From The “Very Cool” Files…

Elephants are an extremely important animal population, both biologically and economically. They’re known as a “keystone” species because of their significant influences on other animals and on African and Asian ecosystems.

Elephant populations in parts of Africa and Asia have rapidly declined over the last twenty years. They face many threats, including deforestation, humans moving into their territories, weak park management and the booming illegal international trade in ivory products, made from their tusks.

The International Fund for Animal Welfare is working with the Bioacoustics Research Program (BRP) at Cornell’s Laboratory of Ornithology on an Elephant Listening Project. This groundbreaking work records elephants’ low-frequency “infrasounds,” or rumbles, which human ears cannot hear. This acoustic monitoring system enables wildlife experts and regional and national governments to assess and monitor the numbers and health of elephants by listening in on the sounds they make.

Now you can hear the secret rumblings of African Forest Elephants! Click Hear To Listen.

The Elephant Listening Project started in 1999 with the focus on forest elephants, a sub-species of the African elephant, which live in deep equatorial rainforests where sightings are rare and getting an accurate count of their numbers is impossible. Elephants make powerful infrasonic calls (below the level of human hearing) which travel long distances. Those calls are then analyzed with visual observations to understand elephant numbers and behaviors.

Acoustic monitoring can be used to determine migration patterns, hotspots of elephant activity, and responses to rapid environmental or habitat changes resulting from logging, mining, or human settlements. Recordings from elephant habitats also provide information on human activities, including gunshots and vehicle noise which helps to identify poaching threats. Unlike other monitoring efforts, acoustic monitoring causes almost no disturbance to local wildlife.

Biologists and acoustic engineers are working in two sites in Africa: Dzanga-Sangha National Park in the Central African Republic and Kakum National Park in Ghana. In the first year of the project, field biologists saved more than 17,000 elephant calls from Dzanga-Ndoki National Park. This information provides important insights into the behaviors of forest elephants and their age, sex, known associations, individual elephant characteristics, and how elephants experience their many-layered social world.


Required work:
Please retype the data below line for line and leave out every picture.

####

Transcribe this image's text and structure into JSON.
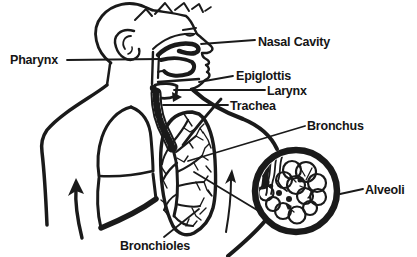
{
  "figure": {
    "background": "#ffffff",
    "ink_color": "#1a1a1a",
    "type": "anatomy-line-diagram",
    "labels": {
      "nasal_cavity": "Nasal Cavity",
      "pharynx": "Pharynx",
      "epiglottis": "Epiglottis",
      "larynx": "Larynx",
      "trachea": "Trachea",
      "bronchus": "Bronchus",
      "alveoli": "Alveoli",
      "bronchioles": "Bronchioles"
    }
  }
}
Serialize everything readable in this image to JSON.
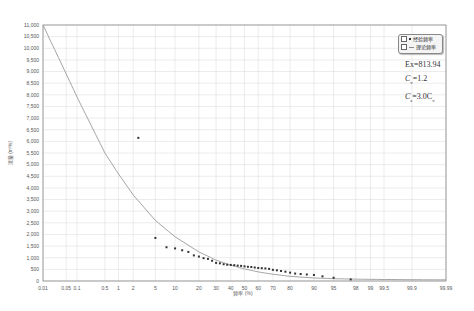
{
  "chart_data": {
    "type": "scatter",
    "title": "",
    "xlabel": "频率 (%)",
    "ylabel": "流量 (m³/s)",
    "x_scale": "probability",
    "x_ticks": [
      "0.01",
      "0.05",
      "0.1",
      "0.5",
      "1",
      "2",
      "5",
      "10",
      "20",
      "30",
      "40",
      "50",
      "60",
      "70",
      "80",
      "90",
      "95",
      "98",
      "99",
      "99.5",
      "99.9",
      "99.99"
    ],
    "y_ticks": [
      "0",
      "500",
      "1,000",
      "1,500",
      "2,000",
      "2,500",
      "3,000",
      "3,500",
      "4,000",
      "4,500",
      "5,000",
      "5,500",
      "6,000",
      "6,500",
      "7,000",
      "7,500",
      "8,000",
      "8,500",
      "9,000",
      "9,500",
      "10,000",
      "10,500",
      "11,000"
    ],
    "ylim": [
      0,
      11000
    ],
    "xlim": [
      0.01,
      99.99
    ],
    "grid": true,
    "legend_position": "top-right",
    "legend": [
      {
        "label": "经验频率",
        "marker": "dot",
        "checked": true
      },
      {
        "label": "理论频率",
        "marker": "line",
        "checked": true
      }
    ],
    "series": [
      {
        "name": "经验频率",
        "type": "scatter",
        "points": [
          [
            2.5,
            6150
          ],
          [
            5.0,
            1850
          ],
          [
            7.5,
            1450
          ],
          [
            10,
            1400
          ],
          [
            12.5,
            1320
          ],
          [
            15,
            1250
          ],
          [
            17.5,
            1100
          ],
          [
            20,
            1050
          ],
          [
            22.5,
            980
          ],
          [
            25,
            950
          ],
          [
            27.5,
            870
          ],
          [
            30,
            780
          ],
          [
            32.5,
            760
          ],
          [
            35,
            720
          ],
          [
            37.5,
            700
          ],
          [
            40,
            690
          ],
          [
            42.5,
            680
          ],
          [
            45,
            660
          ],
          [
            47.5,
            650
          ],
          [
            50,
            630
          ],
          [
            52.5,
            610
          ],
          [
            55,
            600
          ],
          [
            57.5,
            580
          ],
          [
            60,
            560
          ],
          [
            62.5,
            550
          ],
          [
            65,
            540
          ],
          [
            67.5,
            520
          ],
          [
            70,
            480
          ],
          [
            72.5,
            460
          ],
          [
            75,
            430
          ],
          [
            77.5,
            400
          ],
          [
            80,
            360
          ],
          [
            82.5,
            320
          ],
          [
            85,
            300
          ],
          [
            87.5,
            280
          ],
          [
            90,
            260
          ],
          [
            92.5,
            200
          ],
          [
            95,
            140
          ],
          [
            97.5,
            70
          ]
        ]
      },
      {
        "name": "理论频率",
        "type": "line",
        "points": [
          [
            0.01,
            11000
          ],
          [
            0.05,
            8900
          ],
          [
            0.1,
            7900
          ],
          [
            0.5,
            5500
          ],
          [
            1,
            4600
          ],
          [
            2,
            3700
          ],
          [
            5,
            2600
          ],
          [
            10,
            1900
          ],
          [
            20,
            1250
          ],
          [
            30,
            900
          ],
          [
            40,
            680
          ],
          [
            50,
            520
          ],
          [
            60,
            390
          ],
          [
            70,
            290
          ],
          [
            80,
            200
          ],
          [
            90,
            130
          ],
          [
            95,
            100
          ],
          [
            98,
            80
          ],
          [
            99,
            70
          ],
          [
            99.9,
            55
          ],
          [
            99.99,
            50
          ]
        ]
      }
    ],
    "annotations": {
      "ex": "Ex=813.94",
      "cv_label": "C",
      "cv_sub": "v",
      "cv_value": "=1.2",
      "cs_label": "C",
      "cs_sub": "s",
      "cs_value": "=3.0C",
      "cs_value_sub": "v"
    }
  },
  "colors": {
    "grid": "#d8d8d8",
    "frame": "#888888",
    "curve": "#9a9a9a",
    "points": "#333333"
  }
}
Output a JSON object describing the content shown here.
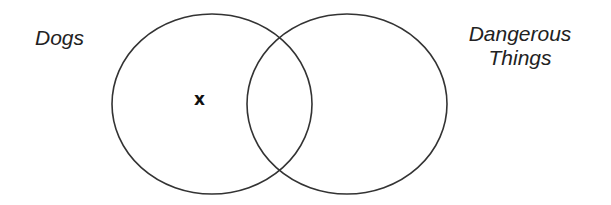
{
  "diagram": {
    "type": "venn",
    "sets": [
      {
        "label": "Dogs",
        "cx": 212,
        "cy": 104,
        "rx": 100,
        "ry": 90
      },
      {
        "label": "Dangerous Things",
        "line1": "Dangerous",
        "line2": "Things",
        "cx": 347,
        "cy": 104,
        "rx": 100,
        "ry": 90
      }
    ],
    "marker": {
      "symbol": "x",
      "region": "Dogs only"
    },
    "stroke_color": "#333333"
  }
}
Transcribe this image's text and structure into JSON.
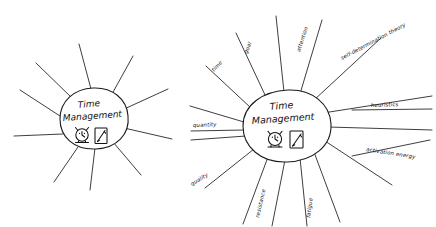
{
  "page": {
    "background_color": "#ffffff",
    "ink_color": "#141414",
    "width": 436,
    "height": 227
  },
  "diagrams": [
    {
      "id": "left-sun",
      "name": "blank-sun-diagram",
      "center": {
        "line1": "Time",
        "line2": "Management"
      },
      "icons": [
        {
          "name": "alarm-clock-icon",
          "label": "alarm clock"
        },
        {
          "name": "notepad-pencil-icon",
          "label": "notepad with pencil"
        }
      ],
      "ray_count": 10,
      "labels": []
    },
    {
      "id": "right-sun",
      "name": "labeled-sun-diagram",
      "center": {
        "line1": "Time",
        "line2": "Management"
      },
      "icons": [
        {
          "name": "alarm-clock-icon",
          "label": "alarm clock"
        },
        {
          "name": "notepad-pencil-icon",
          "label": "notepad with pencil"
        }
      ],
      "ray_count": 14,
      "labels": [
        {
          "text": "time",
          "position": "upper-left"
        },
        {
          "text": "goal",
          "position": "top-left"
        },
        {
          "text": "attention",
          "position": "top-right"
        },
        {
          "text": "self-determination theory",
          "position": "upper-right"
        },
        {
          "text": "heuristics",
          "position": "right"
        },
        {
          "text": "activation energy",
          "position": "lower-right"
        },
        {
          "text": "quantity",
          "position": "left"
        },
        {
          "text": "quality",
          "position": "lower-left"
        },
        {
          "text": "resistance",
          "position": "bottom-left"
        },
        {
          "text": "fatigue",
          "position": "bottom-right"
        }
      ]
    }
  ],
  "top_fragment": {
    "text": ""
  }
}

####

Solved exercise:
Transcribe this image's text and structure into JSON.
{
  "figure": {
    "background": "#ffffff",
    "ink_color": "#1a1a1a",
    "type": "anatomy-line-diagram",
    "labels": {
      "nasal_cavity": "Nasal Cavity",
      "pharynx": "Pharynx",
      "epiglottis": "Epiglottis",
      "larynx": "Larynx",
      "trachea": "Trachea",
      "bronchus": "Bronchus",
      "alveoli": "Alveoli",
      "bronchioles": "Bronchioles"
    }
  }
}
Serialize everything readable in this image to JSON.
{
  "chart_data": {
    "type": "scatter",
    "title": "",
    "xlabel": "频率 (%)",
    "ylabel": "流量 (m³/s)",
    "x_scale": "probability",
    "x_ticks": [
      "0.01",
      "0.05",
      "0.1",
      "0.5",
      "1",
      "2",
      "5",
      "10",
      "20",
      "30",
      "40",
      "50",
      "60",
      "70",
      "80",
      "90",
      "95",
      "98",
      "99",
      "99.5",
      "99.9",
      "99.99"
    ],
    "y_ticks": [
      "0",
      "500",
      "1,000",
      "1,500",
      "2,000",
      "2,500",
      "3,000",
      "3,500",
      "4,000",
      "4,500",
      "5,000",
      "5,500",
      "6,000",
      "6,500",
      "7,000",
      "7,500",
      "8,000",
      "8,500",
      "9,000",
      "9,500",
      "10,000",
      "10,500",
      "11,000"
    ],
    "ylim": [
      0,
      11000
    ],
    "xlim": [
      0.01,
      99.99
    ],
    "grid": true,
    "legend_position": "top-right",
    "legend": [
      {
        "label": "经验频率",
        "marker": "dot",
        "checked": true
      },
      {
        "label": "理论频率",
        "marker": "line",
        "checked": true
      }
    ],
    "series": [
      {
        "name": "经验频率",
        "type": "scatter",
        "points": [
          [
            2.5,
            6150
          ],
          [
            5.0,
            1850
          ],
          [
            7.5,
            1450
          ],
          [
            10,
            1400
          ],
          [
            12.5,
            1320
          ],
          [
            15,
            1250
          ],
          [
            17.5,
            1100
          ],
          [
            20,
            1050
          ],
          [
            22.5,
            980
          ],
          [
            25,
            950
          ],
          [
            27.5,
            870
          ],
          [
            30,
            780
          ],
          [
            32.5,
            760
          ],
          [
            35,
            720
          ],
          [
            37.5,
            700
          ],
          [
            40,
            690
          ],
          [
            42.5,
            680
          ],
          [
            45,
            660
          ],
          [
            47.5,
            650
          ],
          [
            50,
            630
          ],
          [
            52.5,
            610
          ],
          [
            55,
            600
          ],
          [
            57.5,
            580
          ],
          [
            60,
            560
          ],
          [
            62.5,
            550
          ],
          [
            65,
            540
          ],
          [
            67.5,
            520
          ],
          [
            70,
            480
          ],
          [
            72.5,
            460
          ],
          [
            75,
            430
          ],
          [
            77.5,
            400
          ],
          [
            80,
            360
          ],
          [
            82.5,
            320
          ],
          [
            85,
            300
          ],
          [
            87.5,
            280
          ],
          [
            90,
            260
          ],
          [
            92.5,
            200
          ],
          [
            95,
            140
          ],
          [
            97.5,
            70
          ]
        ]
      },
      {
        "name": "理论频率",
        "type": "line",
        "points": [
          [
            0.01,
            11000
          ],
          [
            0.05,
            8900
          ],
          [
            0.1,
            7900
          ],
          [
            0.5,
            5500
          ],
          [
            1,
            4600
          ],
          [
            2,
            3700
          ],
          [
            5,
            2600
          ],
          [
            10,
            1900
          ],
          [
            20,
            1250
          ],
          [
            30,
            900
          ],
          [
            40,
            680
          ],
          [
            50,
            520
          ],
          [
            60,
            390
          ],
          [
            70,
            290
          ],
          [
            80,
            200
          ],
          [
            90,
            130
          ],
          [
            95,
            100
          ],
          [
            98,
            80
          ],
          [
            99,
            70
          ],
          [
            99.9,
            55
          ],
          [
            99.99,
            50
          ]
        ]
      }
    ],
    "annotations": {
      "ex": "Ex=813.94",
      "cv_label": "C",
      "cv_sub": "v",
      "cv_value": "=1.2",
      "cs_label": "C",
      "cs_sub": "s",
      "cs_value": "=3.0C",
      "cs_value_sub": "v"
    }
  },
  "colors": {
    "grid": "#d8d8d8",
    "frame": "#888888",
    "curve": "#9a9a9a",
    "points": "#333333"
  }
}
Output a JSON object describing the content shown here.
{
  "diagram": {
    "type": "venn",
    "sets": [
      {
        "label": "Dogs",
        "cx": 212,
        "cy": 104,
        "rx": 100,
        "ry": 90
      },
      {
        "label": "Dangerous Things",
        "line1": "Dangerous",
        "line2": "Things",
        "cx": 347,
        "cy": 104,
        "rx": 100,
        "ry": 90
      }
    ],
    "marker": {
      "symbol": "x",
      "region": "Dogs only"
    },
    "stroke_color": "#333333"
  }
}
Transcribe this image's text and structure into JSON.
{
  "page": {
    "background_color": "#ffffff",
    "ink_color": "#141414",
    "width": 436,
    "height": 227
  },
  "diagrams": [
    {
      "id": "left-sun",
      "name": "blank-sun-diagram",
      "center": {
        "line1": "Time",
        "line2": "Management"
      },
      "icons": [
        {
          "name": "alarm-clock-icon",
          "label": "alarm clock"
        },
        {
          "name": "notepad-pencil-icon",
          "label": "notepad with pencil"
        }
      ],
      "ray_count": 10,
      "labels": []
    },
    {
      "id": "right-sun",
      "name": "labeled-sun-diagram",
      "center": {
        "line1": "Time",
        "line2": "Management"
      },
      "icons": [
        {
          "name": "alarm-clock-icon",
          "label": "alarm clock"
        },
        {
          "name": "notepad-pencil-icon",
          "label": "notepad with pencil"
        }
      ],
      "ray_count": 14,
      "labels": [
        {
          "text": "time",
          "position": "upper-left"
        },
        {
          "text": "goal",
          "position": "top-left"
        },
        {
          "text": "attention",
          "position": "top-right"
        },
        {
          "text": "self-determination theory",
          "position": "upper-right"
        },
        {
          "text": "heuristics",
          "position": "right"
        },
        {
          "text": "activation energy",
          "position": "lower-right"
        },
        {
          "text": "quantity",
          "position": "left"
        },
        {
          "text": "quality",
          "position": "lower-left"
        },
        {
          "text": "resistance",
          "position": "bottom-left"
        },
        {
          "text": "fatigue",
          "position": "bottom-right"
        }
      ]
    }
  ],
  "top_fragment": {
    "text": ""
  }
}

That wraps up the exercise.